The Republican Senate candidate JD Vance is another vocal exponent of the discredited theory. Photograph: Joe Maiorana/AP

Meanwhile Vance, who credits the former president’s endorsement for helping him to victory in last week’s Ohio primary, is another vocal exponent of the discredited theory.

“You’re talking about a shift in the democratic makeup of this country that would mean we never win, meaning Republicans would never win a national election in this country ever again,” he claimed at a campaign event in Portsmouth last month.

Josh Mandel, who was defeated by Vance, went even further in an interview on Breitbart in October.

“This is about changing the face of America, figuratively and literally. They are trying to change our culture, change our demographics and change our electorate. This is all about power,” he said, without acknowledging that only US citizens can vote, and the path to citizenship can take legal immigrants many years.

In a study of the history of great replacement theory in Republican circles, Vice notes that it “isn’t new to American politicians”. In 2017, the Iowa congressman Steve King, a fierce Trump loyalist, said in a tweet: “We can’t restore our civilization with somebody else’s babies.”

Arguably the biggest rightwing apologist for great replacement theory, however, is Carlson, the Fox News host.

On his show last year, he stated: “Demographic change is the key to the Democratic party’s political ambitions. In order to win and maintain power, Democrats plan to change the population of the country.”

His “nefarious” stance, the Washington Post columnist Greg Sargent wrote: “exposes the ideological underbelly of the broader right-wing populist nationalist movement that he and his defenders champion”.

Buffalo was not the first time a mass shooter with white supremacist motivations had cited great replacement theory.
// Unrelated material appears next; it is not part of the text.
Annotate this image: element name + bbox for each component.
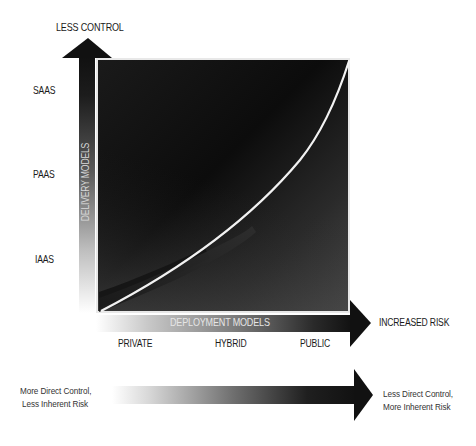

It also featured in the manifesto of a gunman who slaughtered 51 Muslims at two mosques in Christchurch, New Zealand, in March 2019.

After the Christchurch murders, the UK-based Institute for Strategic Dialogue (ISD), a counter-extremist organization, issued a report that found the once-obscure ideology was promoted so effectively by the far right that it became ingrained in political discourse, and that social media references doubled in four years to more than 1.5m Twitter mentions alone.

“It’s shocking to see the extent to which extreme-right concepts such as the great replacement theory and calls for ‘remigration’ have entered mainstream political discourse and are now referenced by politicians who head states and sit in parliaments,” Julia Ebner, the report’s co-author, said at the time.

The effect of the backlash against US politicians promoting the theory following the Buffalo attack remains to be seen. The pugilistic Stefanik, for example, was not backing down on Sunday, making no mention of the massacre in her home state as she retweeted criticism of Democrats over the baby formula shortage.

Her only social media comment to date, a single tweet on Saturday, failed to acknowledge the race of most of the victims, or the circumstances or motivation for the shooting.